Destroy | Doubt | Family | God | Will | World | Talent | God |
Mark Twain, pen name of Samuel Langhorne Clemens
Reputation is a hall-mark: it can remove doubt from pure silver, and it can also make the plated article pass for pure.
Doubt |
Max Planck, fully Max Karl Ernst Ludwig Planck
We must, however, not deceive ourselves – this naive belief does not exist nowadays even among common people, and it cannot be revived by backwards oriented (rückwärts gerichtete) considerations and measures. Since to believe means to consider something true (fürwahrhalten), and the growing knowledge of the nature, proceeding forwards incessantly along incontestably reliable path, had led to the result that for a man educated at least slightly in natural sciences it is entirely (schlechterdings) impossible to consider as reliable many reports about extraordinary events contradicting natural laws, about miracles (Naturwunder) which used to be generally accepted as essential support and confirmation (Bekräftigung) of religious teachings and which people considered formerly as facts without critical examination (Bedenken). The one who takes his religion really seriously and cannot tolerate that it gets into contradiction with his knowledge (Wissen), is facing the question of conscience whether he can still honestly consider himself to be a member of religious community which in its confession (Bekenntnis) contains belief in miracles. For a certain period of time many a believer could find a kind of reconciliation in an effort to take the middle way and to restrict his belief to acceptance (Anerkennung) of few miracles, considered to be extremely important. However, such a position is not tenable for a long time.

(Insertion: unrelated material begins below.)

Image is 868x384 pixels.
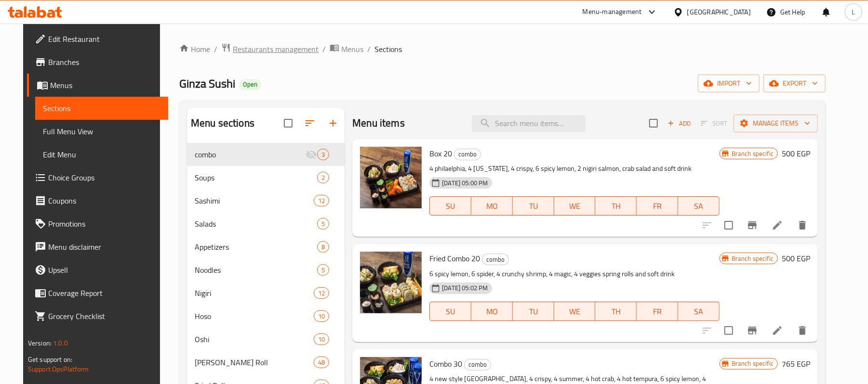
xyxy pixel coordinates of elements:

The belief in miracles must retreat step by step before relentlessly and reliably progressing science and we cannot doubt that sooner or later it must vanish completely (zu Ende gehen muss).
Acceptance | Belief | Conscience | Contradiction | Doubt | Effort | Events | Knowledge | Man | Means | Miracles | People | Position | Question | Reconciliation | Religion | Science | Time |
May Sarton, pen name of Eleanore Marie Sarton
There is no doubt that solitude is a challenge and to maintain balance within it a precarious business. But I must not forget that, for me, being with people or even with one beloved person for any length of time without solitude is even worse. I lose my center. I feel dispersed, scattered, in pieces. I must have time alone in which to mull over my encounter, and to extract its juice, its essence, to understand what has really happened to me as a consequence of it.
Balance | Challenge | Doubt | People | Solitude | Time | Understand |
Miguel de Unamuno, fully Miguel de Unamuno y Jogo
True science teaches, above all, to doubt and to be ignorant.
Miguel de Unamuno, fully Miguel de Unamuno y Jogo
The supreme triumph of reason, the analytical... faculty, is to cast doubt upon its own validity.
Doubt |
Miguel de Unamuno, fully Miguel de Unamuno y Jogo
A faith which does not doubt is a dead faith.
Miguel de Unamuno, fully Miguel de Unamuno y Jogo
Life is doubt, and faith without doubt is nothing but death.
Miguel de Unamuno, fully Miguel de Unamuno y Jogo
Faith which does not doubt is a dead faith.
Doubt |
I think it is us who make the future. The future is the way we react to what is happening, it is the way we transform a movement, a doubt into truth. If we want to be masters of our future, we must fundamentally pose the question of what today is.
Milton Friedman, fully John Milton Friedman
We have been going from a rural or quasi-rural society to an aristocratic society. There’s no doubt that in recent years the upper end of the income scale has enjoyed a much larger increase in income and wealth than the lower end.